The Slobo Horo song "Esma" appeared on Omnium's Balkans Without Borders compilation in 1999. That year, the new Slobo Horo appeared at the Viljandi Festival in Estonia. I asked Niemi about Estonia.

"Finland and Estonia have come more together, which is great. Last time I returned from Tallinn to Helsinki in August in post-summer sunshine, seeing the Tallinn towers disappear beyond the horizon and at the same time Helsinki coastline appearing in the North, I thought of the way these related countries have come together so much, although not totally... And yet we're different. I see Estonians mostly through their cultural history: they have more experience of the "European" old - urban, for that matter - civilization.

"Even during the Soviet times I noticed that Estonian folk musicians had (still have) an extraordinarily strong interest towards Irish/Celtic folk music. No surprise, because Celtic music does have this mysterious quality that makes it sound 'ancient' (anhemitonic modalities... with no 'small' leaps in the melody) and 'modern' (these modalities applicable for harmonization) European music at the same time. I guess that we would have had more success in Estonia, if we had played that kind of music. But eventually, I think we found our audience in Estonia as well..."

And of Russia? "Towards the Russians the average Finn has a regrettably huge mental border and a very superfluous and touristic experience of Russia, with no mastery of Russian whatsoever. At the best, most of them know few basic words read with Latin spelling from Cyrillic signs, like 'tamohka' (customs) or 'pektopah' (restaurant)." Niemi is an experienced traveler and survivor in Russia, but that is another life.
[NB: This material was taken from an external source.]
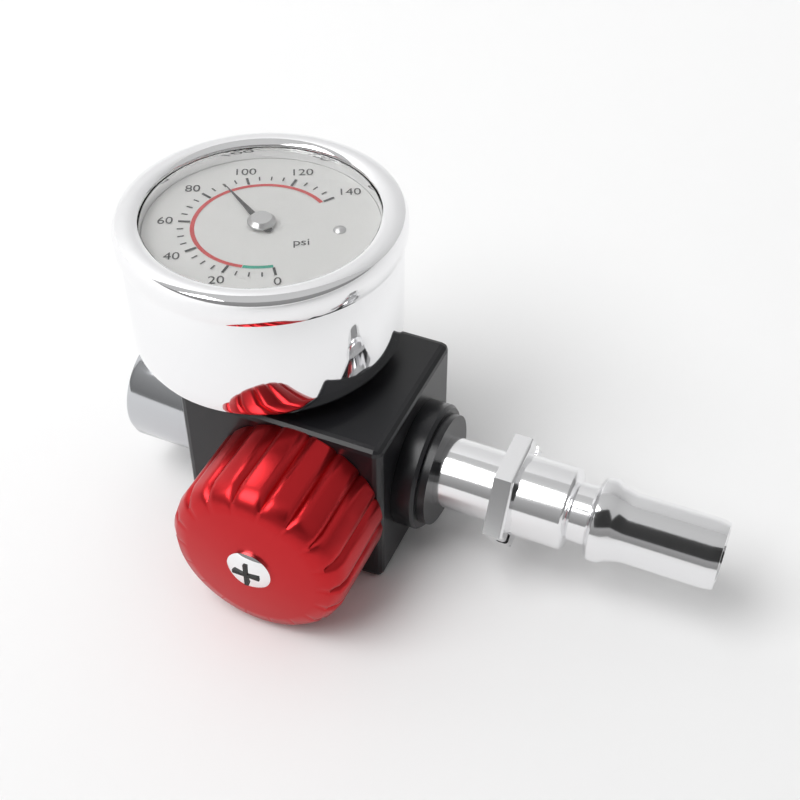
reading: 90 psi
Finally, when asked about Roma music in Finland itself, bassist Risto Blomster said that many think that "Because of the long distances to any (except to Russian one) other main Rom centres in Europe, the Finnish Rom culture that has been preserved is quite archaic....for example the language and also music of Finnish Roma people differ from other Roms in Europe. In short, the Finnish Romani-language doesn't belong to either to Vlach or non-Vlach Romani dialects; it's supposed to form a group of its own. And music, the oldest stratum of Finnish Rom songs (they have almost no instrumental music) is influenced by Finnish folk songs and newer ones are related to Russian popular songs from the 20th century." Niemi adds: "The Roma language in Finland has some problems of surviving in everyday usage, there has been some attempts to revitalize it (language courses for the Roma, for example), from the initiative of the Finnish Roma organizations themselves...They have strict traditional moral codes in everyday life, regulating the behavior of sex and age groups...Men never go outdoors with just a shirt on (e.g. in summer), they have to have a coat or woolen shirt on the shirt. Women still use their traditional, very elaborate and ornamented dress complex with huge amount of skirts under the external one, which makes them look big."

 

Slobo Horo webpage

Concert Photos: ©Sanna Korkee
Audio ©2001 Rockadillo, used by permission

Divane is available from cdRoots

Read a verbatim transcript of the interview
Many thanks to Bill Feeny of Reptile Palace for the Rom question.